Interesting (worrisome?) note in Tom Stienstra’s Sunday outdoors column in the SF Chronicle.(Not Available online until Tuesday)
Unusual migration
A strange wildlife dynamic is occurring in Northern California. There’s an early influx of waterfowl at the Sacramento National Wildlife Refuge complex near Interstate 5 northeast of Williams, yet very low numbers of ducks and other waterfowl at the Klamath National Wildlife Refuge on the California- Oregon border.
The latest survey counted 186,682 ducks, including 114,000 pintail and 22,000 mallard, at the six wildlife refuges in the Sacramento Valley, reported Mike Carpenter, a wildlife biologist at the Sacramento complex’s headquarters.
“I’m getting lots of reports from lots of people that we’re seeing lots of birds way early,” Carpenter said.
Waterfowl migrations northto- south on the Pacific Flyway are just getting under way from the first storms to hit Canada and the Pacific Northwest.

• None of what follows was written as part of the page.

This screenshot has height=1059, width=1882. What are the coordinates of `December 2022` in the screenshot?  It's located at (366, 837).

Yet at the same time at Lower Klamath National Wildlife Refuge, scientists counted only 30,000 birds, “pathetic numbers,” federal wildlife biologist Dave Mauser reported.
The difference is that three refuges in the Sacramento Valley — Sacramento, Delevan and Colusa — have enough water to provide attractive wetland habitat for the fallarriving migrants. But up at Klamath, it’s a drought — this year’s spring rains missed the entire Klamath Basin — and only 1,000 acres are flooded, Mauser said. Usually by now, 8,000 acres are flooded and flooding is under way at another 10,000.

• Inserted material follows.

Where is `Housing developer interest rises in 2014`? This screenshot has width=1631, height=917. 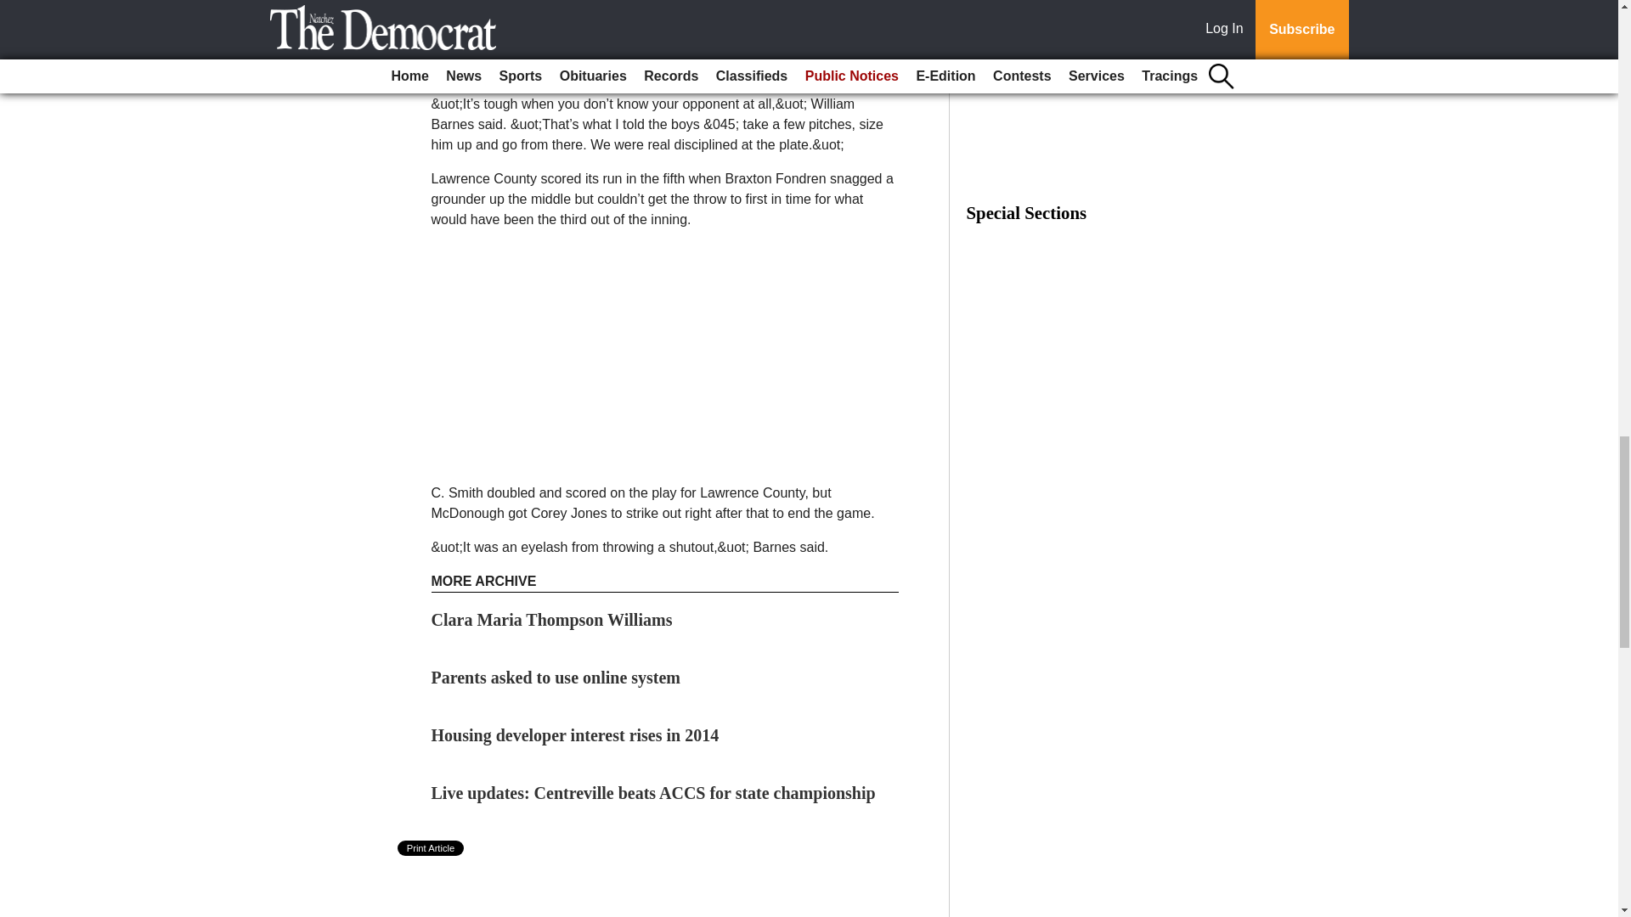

The peak migration of white geese, one of the most amazing wildlife spectacles in California, happens in the Sacramento Valley in mid-November; 3 million ducks and 1 million geese migrate to the Sacramento Valley every fall. Track it at www.fws.gov/sacramento valleyrefuges.
Worrisome of course if this is not a one time, or rare, thing. While no individual event proves climate change, individual events that are part of a pattern tend to confirm it. Individual event do indicate the kinds of results that could be in the offing; this is one of them.